Pythonic way of count


Writing code in a clean way differs in every language. Python also has its own style. Additionally, python is famous about its one-liners.

Pythonic way is an approach of how to use the language and how to take adventage of its syntax and semantic. Python can give a very elegant way of one-liners to achieve something that most of the languages can do, but not as short and still readable way as python does it.
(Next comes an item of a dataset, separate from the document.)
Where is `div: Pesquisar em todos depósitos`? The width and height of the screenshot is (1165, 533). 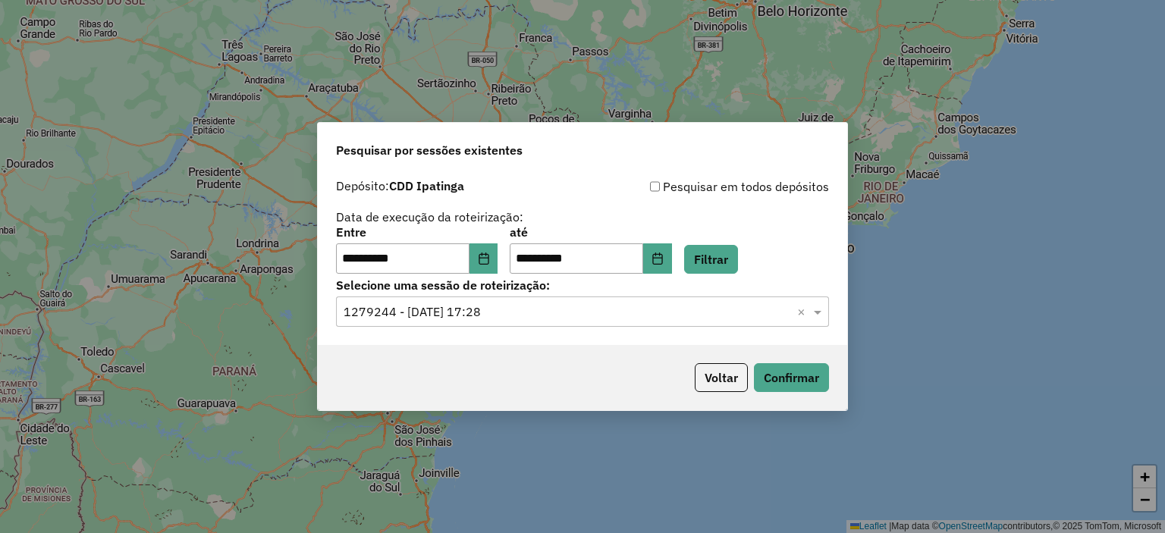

Let’s see the next exercise:

Count the values in a list.

len

Usually we use len built-in.

>>> arr = [1, 2, 3, 1, 2, 3, 0]
>>> len(arr)
# => 7

sum

My pythonic way of count is here. For counting we can use the built-in sum like:

>>> arr = [1, 2, 3, 1, 2, 3, 0]
>>> sum(1 for x in arr)
# => 7

With condition

What if I want to count just those items that are equivalent to 2.

>>> arr = [1, 2, 3, 1, 2, 3, 0]
>>> sum(1 for x in arr if 2 == x)
# => 2 

What if I want to apply a predicate on the item in the current iteration?

>>> arr = [1, 2, 3, 1, 2, 3, 0]
>>> even = lambda i: i % 2 == 0
>>> sum(1 for x in arr if even(x))
# => 3

Pythonic way of count is elegant, short and still understandable.